Lessons from Grad School: Work Doesn’t Evaporate
Part 2
A good workout should always be followed up with good food. Archie’s BBQ is famous in the Deep Creek Area, as we approached on Garrett Highway a guy dressed as a pig was our guide into the parking lot. The ribs weren’t the best I’ve ever had, but the brisket and pulled pork are contenders. Another great food establishment in the area is Farmer’s Market in Oakland. Farmer’s Market is part of a trifecta of markets (Hilltop Fruit Market in Grantsville, MD and Fruit Bowl in Cumberland, MD are the others) offering fresh fruit, vegetables, meat, cheeses, local foods, and several hundred varieties of candy. No visit to western Maryland is complete unless you stock up at one of the three markets.
Following the binge on Garrett County’s best food was a flash mob in downtown Oakland. World-Wide Flash Mobs (WWFMs) are events periodically held in the geocaching world. These are 15 minute events that draw people from all over to converge on a location, briefly converse, sign a log, trade items, and disperse. This one was at Oakland’s old rail depot, which is across from the Garrett County Museum of Transportation. Almost perfectly, a train rolled past in the middle of the event. The event wrapped up quickly, but the adventure continued.
Before leaving Oakland, Chris and I hiked up to the foot of a cell phone tower to a little known observation deck to look down on the town. We imagine it largely looks as it did 50 years ago. Maryland seems to take a special pride in its small towns and I have yet to see one lacking in character and civic efforts for preservation. Maryland’s small towns are the standard to which I hold all others to.
From Oakland we traveled into West Virginia where we would follow West Virginia Route 7 back to Morgantown. We stopped by Hopemont to see the Hopemont Hospital, originally established as a tuberculosis sanitarium now a long-term care facility operated by the state. The hospital campus is beautiful, featuring many large trees and grand old buildings. It is a relic of a very different time for medical care.
From Hopemont we enter Terra Alta, a town defined by it’s half-mile elevation and the steel rails passing along the edge of town. While visiting the Veteran’s Memorial Garden we heard the familiar sounds of an approaching train and ran across an open field to greet the train near the tracks. Once the short train passed we noticed an old concrete mile post, which did not match the current mile post, and a damaged wye marker.
Heading toward Kingwood we made a unique discovery, a roadside spring. This spring had evidently been around for some time as an antique trough sat next to where the spring emerged from a hose hanging on a tree stump. The water was delicious. Apparently many of the locals like to stop by and fill buckets and bottles from this spring.
Continuing on we crossed over the Cheat River and into Kingwood. Like Oakland, little has changed since the 1950s, although the vacant store fronts and crumbling sidewalks of some areas are in stark contrast to the neighborhoods surrounding central Oakland. While Oakland presents a nice image of days gone by, Kingwood and Masontown are images of modern hard times. Yet these communities still possess many redeeming qualities, most notably in their kind, resilient, and hardworking residents.
The last few miles into Morgantown follow Decker’s Creek. Across the creek is the Decker’s Creek Rail Trail. Here the canyon gets narrow in places as the hillsides are thickly covered with rhododendron. When in bloom it is surely an incredible sight to behold. Breaks in the density of rhododendron have been carved out where wide spots in the road allow for parking. Others making the best of their Saturday parked along the road and made their way to the cool waters of the creek to cool off.
As for us, we fixed a nice dinner at home and began to plan future daylong vacations. Work could be picked up tomorrow, it could wait a few more hours for my newly refreshed attention.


## [Work instruction]
Look through the data for the string "Green". Copy every line where it is found.

[Stored data]
____________________
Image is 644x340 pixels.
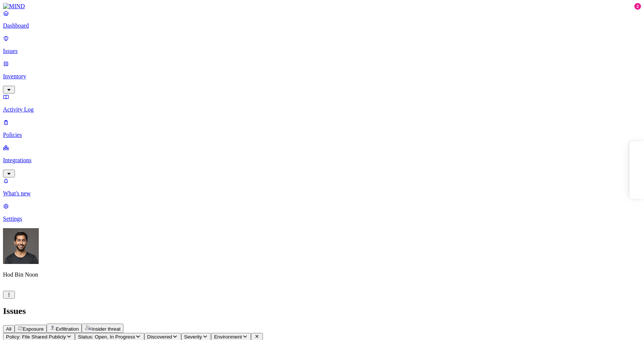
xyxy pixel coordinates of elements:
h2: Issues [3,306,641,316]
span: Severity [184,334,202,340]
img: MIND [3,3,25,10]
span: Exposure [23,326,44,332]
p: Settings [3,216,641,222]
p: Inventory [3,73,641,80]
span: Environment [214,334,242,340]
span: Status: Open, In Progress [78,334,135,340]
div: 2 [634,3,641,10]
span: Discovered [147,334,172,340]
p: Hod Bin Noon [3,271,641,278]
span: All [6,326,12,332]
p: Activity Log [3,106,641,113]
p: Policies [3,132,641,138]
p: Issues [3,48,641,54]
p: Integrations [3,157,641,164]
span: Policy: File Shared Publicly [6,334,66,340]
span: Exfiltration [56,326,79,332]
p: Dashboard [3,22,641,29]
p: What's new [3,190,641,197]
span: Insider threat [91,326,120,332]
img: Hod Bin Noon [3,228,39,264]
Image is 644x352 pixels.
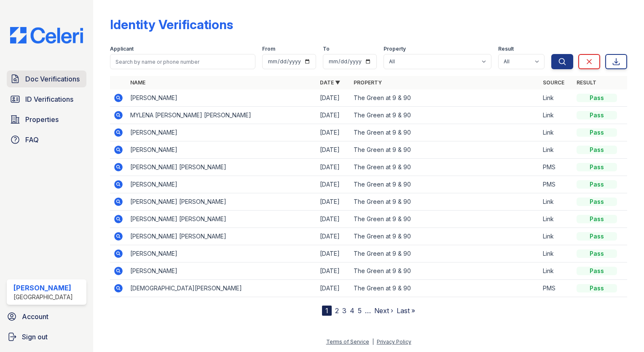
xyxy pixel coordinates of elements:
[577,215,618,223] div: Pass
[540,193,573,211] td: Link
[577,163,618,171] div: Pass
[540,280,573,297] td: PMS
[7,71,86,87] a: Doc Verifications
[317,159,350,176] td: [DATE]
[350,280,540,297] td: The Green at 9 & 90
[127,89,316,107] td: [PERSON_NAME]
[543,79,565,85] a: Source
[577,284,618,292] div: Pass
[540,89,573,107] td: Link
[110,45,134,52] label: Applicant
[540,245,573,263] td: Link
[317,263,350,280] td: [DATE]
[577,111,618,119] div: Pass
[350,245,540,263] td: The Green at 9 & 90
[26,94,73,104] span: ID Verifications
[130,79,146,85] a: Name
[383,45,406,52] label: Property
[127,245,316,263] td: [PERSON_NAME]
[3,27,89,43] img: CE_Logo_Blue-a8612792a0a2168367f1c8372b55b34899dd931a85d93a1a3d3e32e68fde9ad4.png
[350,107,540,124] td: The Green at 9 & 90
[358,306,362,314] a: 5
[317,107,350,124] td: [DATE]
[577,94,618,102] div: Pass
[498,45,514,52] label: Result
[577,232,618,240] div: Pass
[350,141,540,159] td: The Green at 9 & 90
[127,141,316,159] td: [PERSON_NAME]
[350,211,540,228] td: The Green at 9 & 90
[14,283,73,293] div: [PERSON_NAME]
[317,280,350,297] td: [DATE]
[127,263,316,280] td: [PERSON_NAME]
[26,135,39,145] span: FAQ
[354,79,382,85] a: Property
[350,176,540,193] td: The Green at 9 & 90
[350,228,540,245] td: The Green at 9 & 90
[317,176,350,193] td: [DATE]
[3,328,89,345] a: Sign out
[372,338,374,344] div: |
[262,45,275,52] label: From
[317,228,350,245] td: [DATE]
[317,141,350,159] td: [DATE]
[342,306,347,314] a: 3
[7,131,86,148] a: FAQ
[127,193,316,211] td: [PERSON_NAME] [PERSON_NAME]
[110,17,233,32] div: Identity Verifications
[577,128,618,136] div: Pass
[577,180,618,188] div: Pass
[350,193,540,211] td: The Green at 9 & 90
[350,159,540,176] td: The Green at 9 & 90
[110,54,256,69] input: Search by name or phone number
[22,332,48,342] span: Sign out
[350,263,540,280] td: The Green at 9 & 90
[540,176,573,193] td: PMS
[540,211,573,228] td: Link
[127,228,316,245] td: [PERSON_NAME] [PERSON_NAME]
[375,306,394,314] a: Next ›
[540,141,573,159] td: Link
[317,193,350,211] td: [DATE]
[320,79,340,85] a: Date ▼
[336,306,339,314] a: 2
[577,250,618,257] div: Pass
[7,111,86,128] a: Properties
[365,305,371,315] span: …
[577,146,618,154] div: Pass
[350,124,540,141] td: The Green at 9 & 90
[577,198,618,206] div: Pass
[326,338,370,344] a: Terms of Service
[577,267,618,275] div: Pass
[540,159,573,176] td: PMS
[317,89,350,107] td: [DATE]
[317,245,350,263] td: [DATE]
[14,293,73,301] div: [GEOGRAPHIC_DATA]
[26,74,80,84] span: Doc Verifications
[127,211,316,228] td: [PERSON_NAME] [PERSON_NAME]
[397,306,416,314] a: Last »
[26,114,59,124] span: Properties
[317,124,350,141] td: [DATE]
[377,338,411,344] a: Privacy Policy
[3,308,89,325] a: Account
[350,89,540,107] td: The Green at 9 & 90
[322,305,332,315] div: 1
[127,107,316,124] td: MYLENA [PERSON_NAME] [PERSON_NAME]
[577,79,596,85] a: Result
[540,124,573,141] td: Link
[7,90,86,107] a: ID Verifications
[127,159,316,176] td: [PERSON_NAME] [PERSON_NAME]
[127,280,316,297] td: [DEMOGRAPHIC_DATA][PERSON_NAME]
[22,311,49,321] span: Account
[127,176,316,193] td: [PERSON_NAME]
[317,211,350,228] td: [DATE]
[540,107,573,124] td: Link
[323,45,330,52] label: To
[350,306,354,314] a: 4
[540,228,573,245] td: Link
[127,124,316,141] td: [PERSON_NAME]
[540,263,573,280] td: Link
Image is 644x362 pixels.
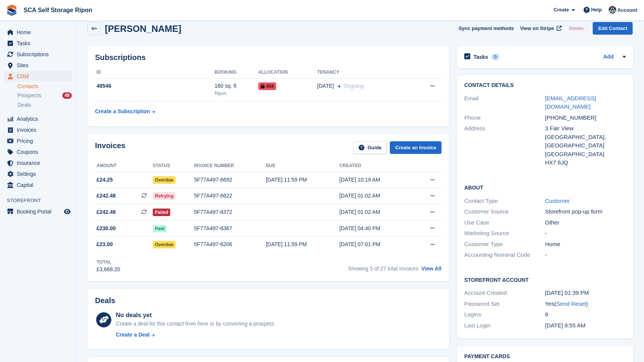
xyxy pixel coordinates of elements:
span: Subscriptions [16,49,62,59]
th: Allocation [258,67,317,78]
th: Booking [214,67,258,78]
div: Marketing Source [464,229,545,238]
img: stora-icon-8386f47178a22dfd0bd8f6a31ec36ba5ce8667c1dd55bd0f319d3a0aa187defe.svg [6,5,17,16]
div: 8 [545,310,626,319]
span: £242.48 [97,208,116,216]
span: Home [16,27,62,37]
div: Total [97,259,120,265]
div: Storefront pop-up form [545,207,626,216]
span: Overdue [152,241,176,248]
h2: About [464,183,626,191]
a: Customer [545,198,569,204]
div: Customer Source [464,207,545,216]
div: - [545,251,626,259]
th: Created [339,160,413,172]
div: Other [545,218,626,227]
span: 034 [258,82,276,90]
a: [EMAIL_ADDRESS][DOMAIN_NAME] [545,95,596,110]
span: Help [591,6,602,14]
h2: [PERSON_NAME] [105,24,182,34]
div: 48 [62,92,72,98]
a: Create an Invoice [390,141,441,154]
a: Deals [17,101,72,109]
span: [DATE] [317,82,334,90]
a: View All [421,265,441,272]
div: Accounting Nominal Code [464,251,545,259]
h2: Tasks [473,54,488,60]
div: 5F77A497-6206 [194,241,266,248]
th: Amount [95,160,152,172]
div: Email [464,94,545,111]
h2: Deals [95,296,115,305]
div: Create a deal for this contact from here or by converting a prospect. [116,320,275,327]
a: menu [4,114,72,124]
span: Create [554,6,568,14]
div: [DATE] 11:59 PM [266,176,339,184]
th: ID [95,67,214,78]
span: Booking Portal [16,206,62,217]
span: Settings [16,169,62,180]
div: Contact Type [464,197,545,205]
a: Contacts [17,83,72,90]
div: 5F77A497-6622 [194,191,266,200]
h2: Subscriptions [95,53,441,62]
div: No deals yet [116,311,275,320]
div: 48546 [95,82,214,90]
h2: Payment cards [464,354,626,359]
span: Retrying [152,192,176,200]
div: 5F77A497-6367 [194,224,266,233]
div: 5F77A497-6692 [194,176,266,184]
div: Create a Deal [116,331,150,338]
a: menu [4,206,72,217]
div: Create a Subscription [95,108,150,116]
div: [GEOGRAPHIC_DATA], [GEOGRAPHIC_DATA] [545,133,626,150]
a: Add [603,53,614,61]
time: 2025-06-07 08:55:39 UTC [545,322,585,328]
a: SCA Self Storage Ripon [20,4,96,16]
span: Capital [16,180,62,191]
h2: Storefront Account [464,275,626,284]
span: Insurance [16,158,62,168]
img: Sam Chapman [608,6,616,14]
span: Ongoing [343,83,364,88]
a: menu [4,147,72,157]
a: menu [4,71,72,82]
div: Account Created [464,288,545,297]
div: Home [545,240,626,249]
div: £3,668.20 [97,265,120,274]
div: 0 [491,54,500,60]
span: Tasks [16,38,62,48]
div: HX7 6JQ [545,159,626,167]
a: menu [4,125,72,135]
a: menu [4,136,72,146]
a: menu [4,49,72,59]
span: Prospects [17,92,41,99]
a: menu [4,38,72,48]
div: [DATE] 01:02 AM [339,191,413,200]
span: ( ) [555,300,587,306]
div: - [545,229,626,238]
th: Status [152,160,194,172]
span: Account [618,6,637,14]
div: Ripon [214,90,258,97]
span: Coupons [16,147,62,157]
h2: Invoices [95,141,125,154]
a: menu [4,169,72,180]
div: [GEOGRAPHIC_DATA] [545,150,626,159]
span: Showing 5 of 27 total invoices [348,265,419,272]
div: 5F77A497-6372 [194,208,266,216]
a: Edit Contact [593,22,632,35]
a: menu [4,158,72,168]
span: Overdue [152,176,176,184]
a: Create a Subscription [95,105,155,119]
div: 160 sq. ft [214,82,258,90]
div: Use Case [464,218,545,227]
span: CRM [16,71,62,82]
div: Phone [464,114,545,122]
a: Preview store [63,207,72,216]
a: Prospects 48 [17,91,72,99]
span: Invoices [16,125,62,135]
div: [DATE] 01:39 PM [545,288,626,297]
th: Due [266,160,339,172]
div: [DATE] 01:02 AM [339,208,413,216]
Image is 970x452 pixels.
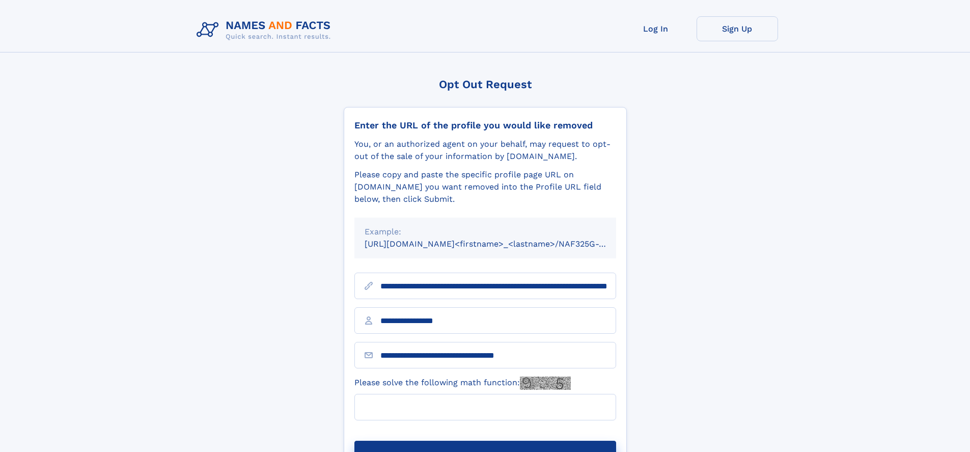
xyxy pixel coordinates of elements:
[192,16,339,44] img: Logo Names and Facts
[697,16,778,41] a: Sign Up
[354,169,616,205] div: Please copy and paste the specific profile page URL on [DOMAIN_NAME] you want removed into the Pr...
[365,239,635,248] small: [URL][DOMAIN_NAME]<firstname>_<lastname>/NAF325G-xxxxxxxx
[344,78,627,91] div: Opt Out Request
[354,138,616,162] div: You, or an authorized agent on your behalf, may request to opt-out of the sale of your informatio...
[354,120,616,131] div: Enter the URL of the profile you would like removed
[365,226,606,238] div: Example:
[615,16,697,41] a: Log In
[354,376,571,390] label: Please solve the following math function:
____________________
## [Result of the exercise]
[350,280,540,297] td: The Green at 9 & 90
[350,245,540,263] td: The Green at 9 & 90
[350,107,540,124] td: The Green at 9 & 90
[350,141,540,159] td: The Green at 9 & 90
[350,211,540,228] td: The Green at 9 & 90
[350,176,540,193] td: The Green at 9 & 90
[350,228,540,245] td: The Green at 9 & 90
[350,193,540,211] td: The Green at 9 & 90
[350,159,540,176] td: The Green at 9 & 90
[350,263,540,280] td: The Green at 9 & 90
[350,124,540,141] td: The Green at 9 & 90
[350,89,540,107] td: The Green at 9 & 90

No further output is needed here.